Cardiverse: Harnessing LLMs for Novel Card Game Prototyping
The prototyping of computer games, particularly card games, requires extensive human effort in creative ideation and gameplay evaluation. Recent advances in Large Language Models (LLMs) offer opportunities to automate and streamline these processes. However, it remains challenging for LLMs to design novel game mechanics beyond existing databases, generate consistent gameplay environments, and develop scalable gameplay AI for large-scale evaluations. This paper addresses these challenges by introducing a comprehensive automated card game prototyping framework. The approach highlights a graph-based indexing method for generating novel game designs, an LLM-driven system for consistent game code generation validated by gameplay records, and a gameplay AI constructing method that uses an ensemble of LLM-generated action-value functions optimized through self-play. These contributions aim to accelerate card game prototyping, reduce human labor, and lower barriers to entry for game developers.
An Implementation of Werewolf Agent That does not Truly Trust LLMs
Werewolf is an incomplete information game, which has several challenges when creating a computer agent as a player given the lack of understanding of the situation and individuality of utterance (e.g., computer agents are not capable of characterful utterance or situational lying).

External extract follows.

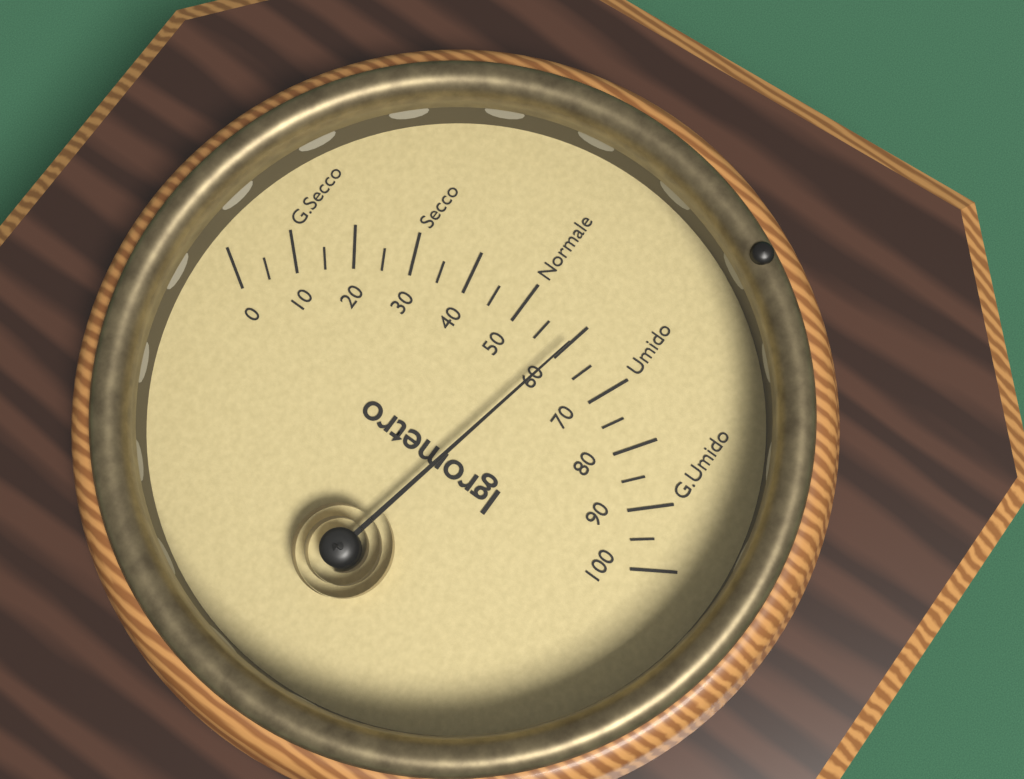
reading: 60 (no unit)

We propose a werewolf agent that solves some of those difficulties by combining a Large Language Model (LLM) and a rule-based algorithm. In particular, our agent uses a rule-based algorithm to select an output either from an LLM or a template prepared beforehand based on the results of analyzing conversation history using an LLM. It allows the agent to refute in specific situations, identify when to end the conversation, and behave with persona. This approach mitigated conversational inconsistencies and facilitated logical utterance as a result. We also conducted a qualitative evaluation, which resulted in our agent being perceived as more human-like compared to an unmodified LLM. The agent is freely available for contributing to advance the research in the field of Werewolf game.